__WHAT YOU NEED TO DO__
Bring together copies of the lines in the data below that contain the word "will".

__INFORMATION__
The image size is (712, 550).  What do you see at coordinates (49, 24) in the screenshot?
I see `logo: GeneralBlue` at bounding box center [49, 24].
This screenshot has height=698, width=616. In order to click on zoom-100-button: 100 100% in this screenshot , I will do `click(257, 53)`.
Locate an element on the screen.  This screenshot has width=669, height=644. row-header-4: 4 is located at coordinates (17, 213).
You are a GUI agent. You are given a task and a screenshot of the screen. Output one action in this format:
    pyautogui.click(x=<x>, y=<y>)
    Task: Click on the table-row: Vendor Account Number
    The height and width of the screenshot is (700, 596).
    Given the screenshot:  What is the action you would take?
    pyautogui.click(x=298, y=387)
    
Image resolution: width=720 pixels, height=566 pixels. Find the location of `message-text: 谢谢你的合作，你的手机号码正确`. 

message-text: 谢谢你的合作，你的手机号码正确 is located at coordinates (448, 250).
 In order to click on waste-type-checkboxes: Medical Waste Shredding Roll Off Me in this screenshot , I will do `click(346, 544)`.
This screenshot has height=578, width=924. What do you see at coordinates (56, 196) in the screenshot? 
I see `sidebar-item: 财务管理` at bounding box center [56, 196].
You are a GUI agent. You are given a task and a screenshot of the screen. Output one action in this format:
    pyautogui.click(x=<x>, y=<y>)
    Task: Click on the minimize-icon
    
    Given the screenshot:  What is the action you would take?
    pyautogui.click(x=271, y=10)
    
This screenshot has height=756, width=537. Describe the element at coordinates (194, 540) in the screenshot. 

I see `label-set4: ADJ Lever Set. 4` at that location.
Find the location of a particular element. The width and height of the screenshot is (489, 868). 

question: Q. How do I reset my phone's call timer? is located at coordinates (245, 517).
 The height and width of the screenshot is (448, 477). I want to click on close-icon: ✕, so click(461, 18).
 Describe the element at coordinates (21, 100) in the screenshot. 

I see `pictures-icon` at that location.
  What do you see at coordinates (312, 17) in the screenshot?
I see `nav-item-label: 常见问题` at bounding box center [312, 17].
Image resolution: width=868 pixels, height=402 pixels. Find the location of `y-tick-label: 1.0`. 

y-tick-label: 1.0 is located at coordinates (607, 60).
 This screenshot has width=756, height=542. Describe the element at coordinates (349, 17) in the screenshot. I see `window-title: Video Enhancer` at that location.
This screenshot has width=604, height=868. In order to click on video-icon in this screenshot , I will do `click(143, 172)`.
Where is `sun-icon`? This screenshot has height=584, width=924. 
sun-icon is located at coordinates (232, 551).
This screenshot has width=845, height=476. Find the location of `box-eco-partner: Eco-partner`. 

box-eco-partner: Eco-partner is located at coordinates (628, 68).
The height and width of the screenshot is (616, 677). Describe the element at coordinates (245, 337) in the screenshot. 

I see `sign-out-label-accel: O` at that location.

__REPLY TO THE TASK__
This screenshot has height=698, width=616. In order to click on zoom-100-button: 100 100% in this screenshot , I will do `click(257, 53)`.
 In order to click on waste-type-checkboxes: Medical Waste Shredding Roll Off Me in this screenshot , I will do `click(346, 544)`.
This screenshot has width=604, height=868. In order to click on video-icon in this screenshot , I will do `click(143, 172)`.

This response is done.